Meet FRED: America’s Most Awesome Open Data Site

     

Do you know FRED? If you’re an advocate for open government and open data, you definitely should. Reinvent Albany has spent the last year looking at government open data sites around the world, and FRED is one of the best. FRED is short for Federal Reserve Economic Data, and it’s an online database managed by the Federal Reserve of St. Louis; it contains over 61,000 economic data sets from 48 sources. FRED’s site helps a range of users find data and use it via multiple searching and browsing options, APIs with numerous software wrappers, mobile apps, maps, a cool Excel add-in, developer page. Also: an About page which describes the evolution of the site and the thinking behind its design and implementation.

In fact, FRED is so good at making data available that many people — two million annual users — rely on its APIs, RSS and Excel feature to update data originally generated by other government or banking sources.

FRED’s open data offering is so strong because the St. Louis Fed is using the data it’s sharing with the public. Therefore, FRED faces internal pressure to evolve and improve. Internal use is especially important for government open data approaches, because they do not otherwise have the same kind of strong public feedback signals that commercial sites get from selling advertising space or making online sales. FRED also benefits from serving an audience only looking for econometric data: it doesn’t have to be all things to all people like data.gov or the NYC Open Data site do.

So, while FRED does lots of things right, it is best as a model for agencies that produce large amounts of data which they themselves use. A FRED-like website  would be a boon for the state comptroller, Division of the Budget, State Health Department, Department of Environmental Conservation, Department of Labor, and Independent Budget Office, among other data intensive agencies.

Lastly, FRED also includes a huge amount of archival data, including U.S. Ice cream production, which the Economist recently wrote about, and compared with industrial production.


▶ **WHAT YOU HAVE TO DO**: Reproduce the data below in full and exclude every picture.

((

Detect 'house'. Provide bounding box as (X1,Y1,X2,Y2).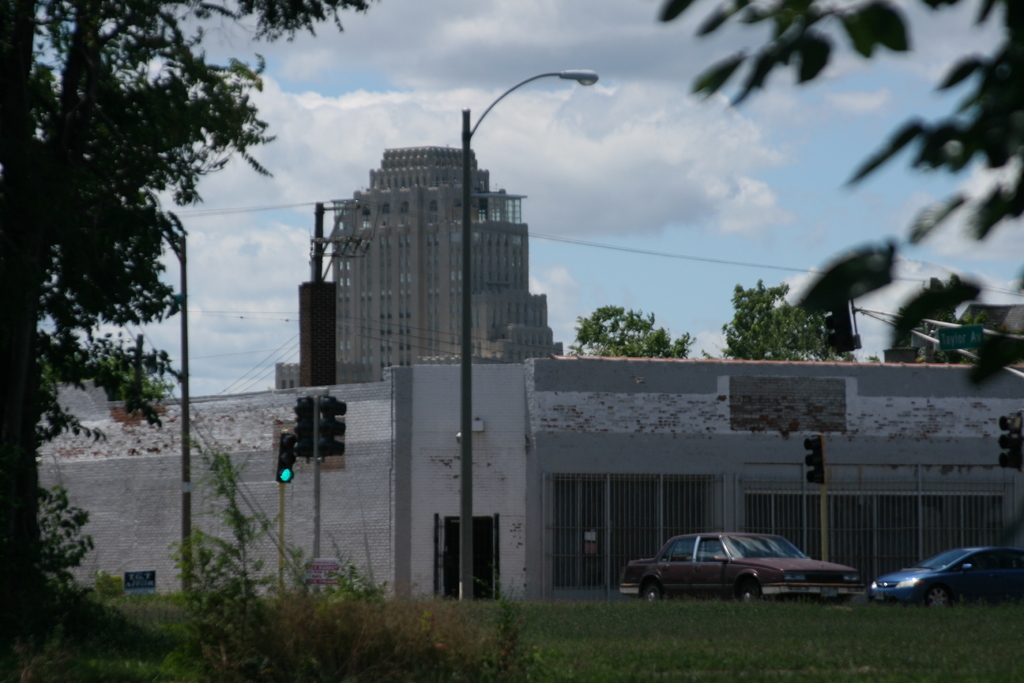
(273,356,315,388).
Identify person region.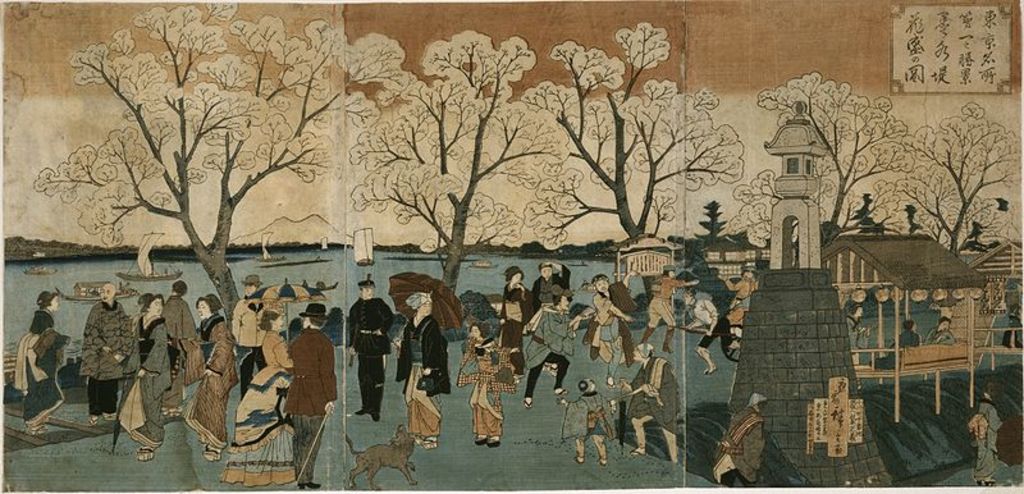
Region: box=[970, 383, 989, 475].
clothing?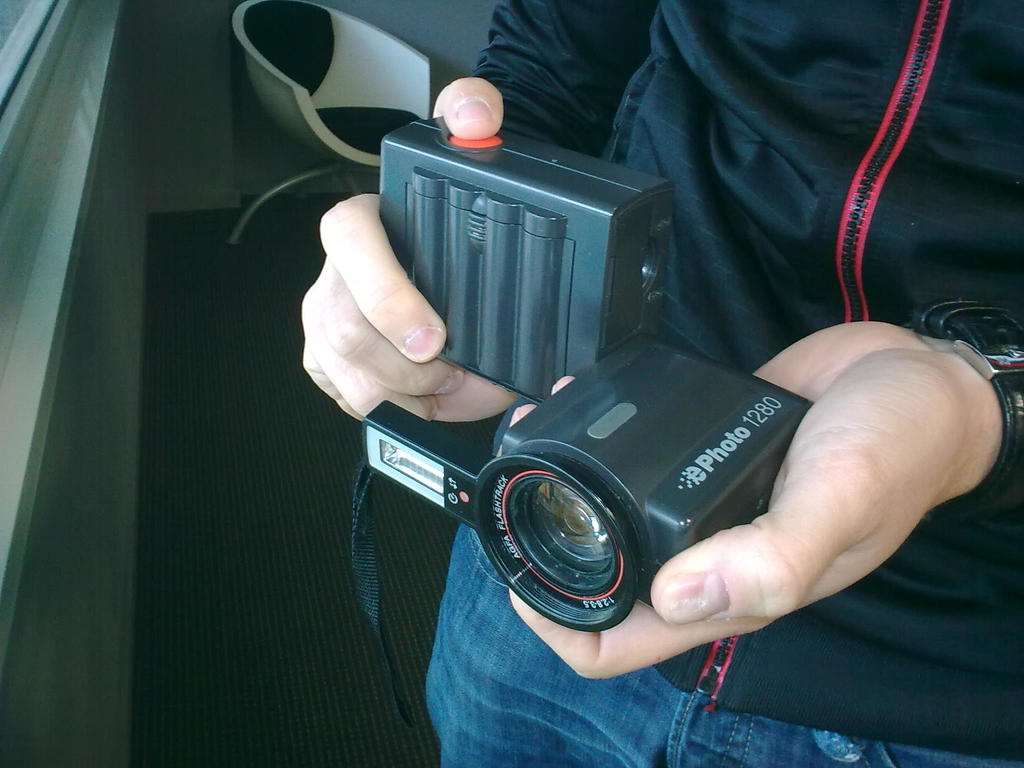
rect(429, 0, 1023, 767)
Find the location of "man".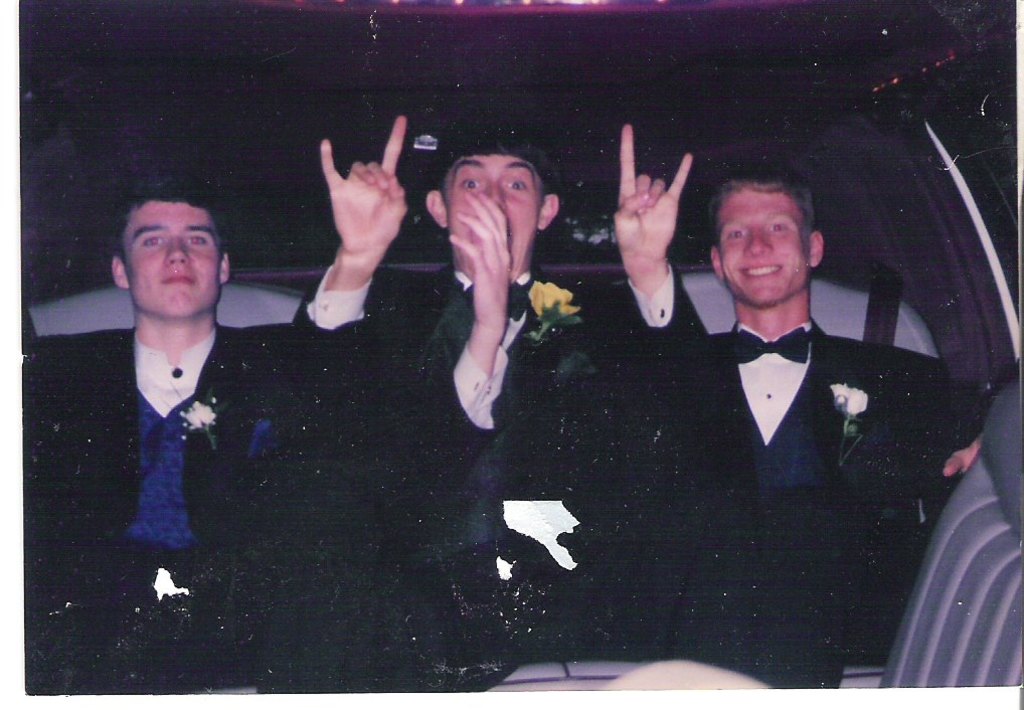
Location: x1=20, y1=173, x2=509, y2=697.
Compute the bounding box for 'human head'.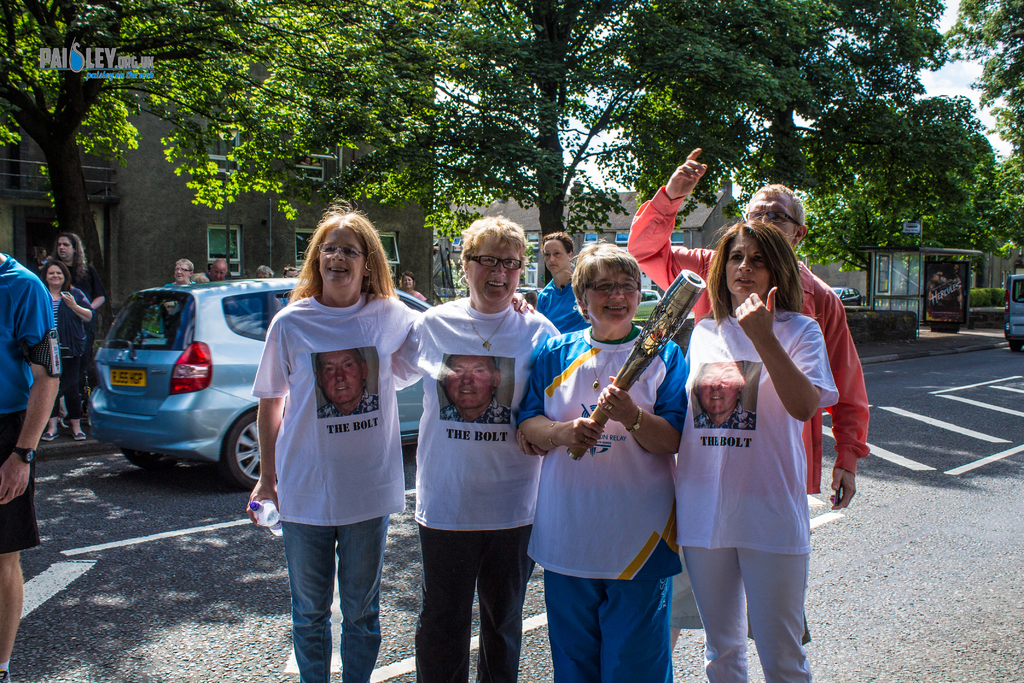
BBox(317, 348, 371, 408).
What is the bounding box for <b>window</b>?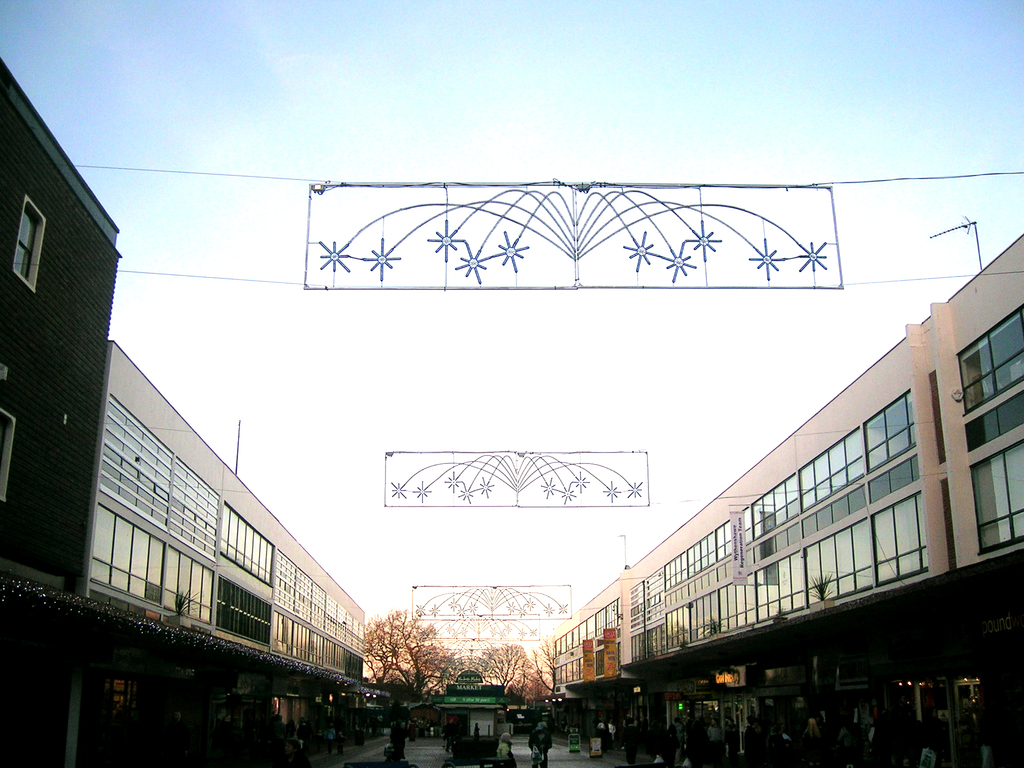
[948,303,1023,554].
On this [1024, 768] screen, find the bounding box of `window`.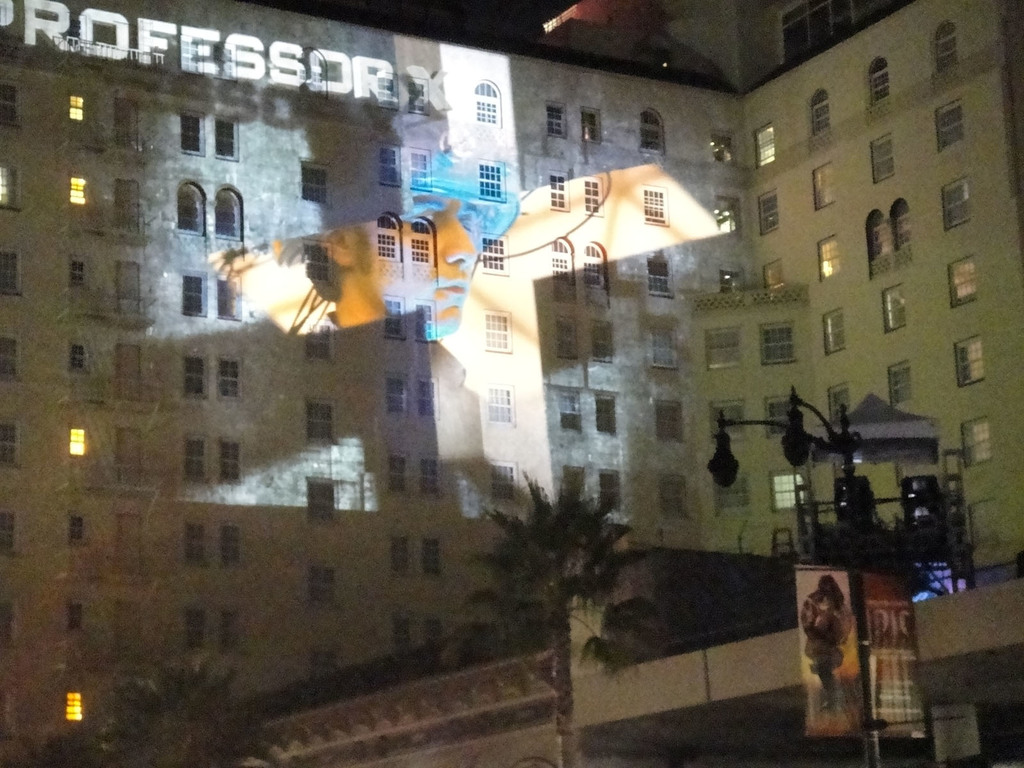
Bounding box: bbox=(483, 233, 509, 275).
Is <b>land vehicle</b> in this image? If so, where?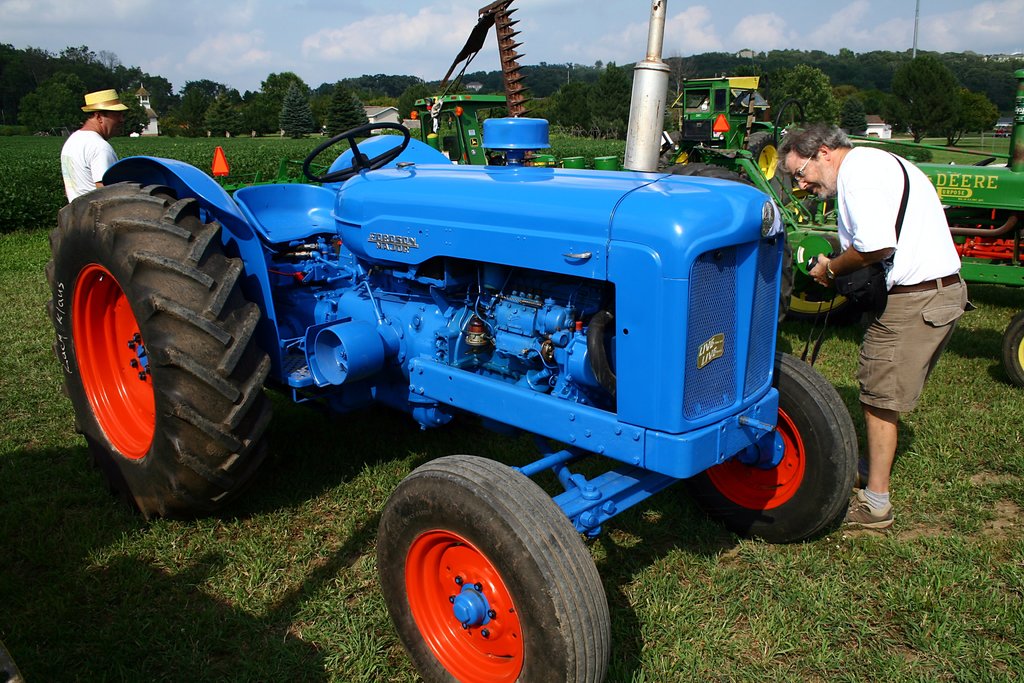
Yes, at box(670, 81, 1023, 384).
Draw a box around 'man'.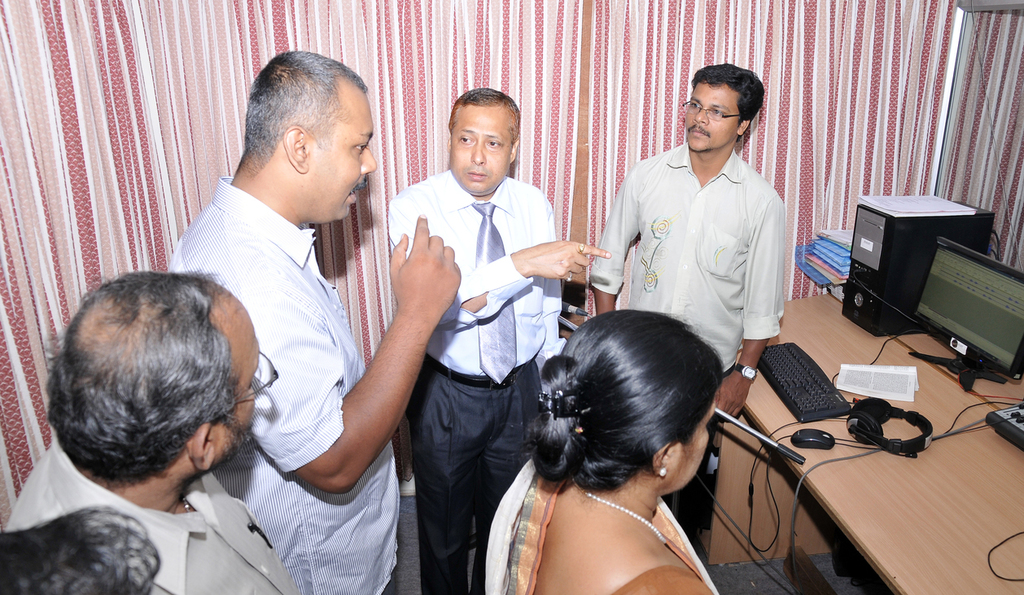
(164,52,461,594).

))

▶ **ANSWER SPACE**:
Detect 'house'. Provide bounding box as (X1,Y1,X2,Y2).
(273,356,315,388).
Identify person region.
Region: box=[970, 383, 989, 475].
clothing?
rect(429, 0, 1023, 767)
Find the location of "man".
Location: x1=20, y1=173, x2=509, y2=697.
Compute the bounding box for 'human head'.
BBox(317, 348, 371, 408).
What is the bounding box for <b>window</b>?
[948,303,1023,554].
On this [1024, 768] screen, find the bounding box of `window`.
Bounding box: bbox=(483, 233, 509, 275).
Is <b>land vehicle</b> in this image? If so, where?
Yes, at box(670, 81, 1023, 384).
Draw a box around 'man'.
(164,52,461,594).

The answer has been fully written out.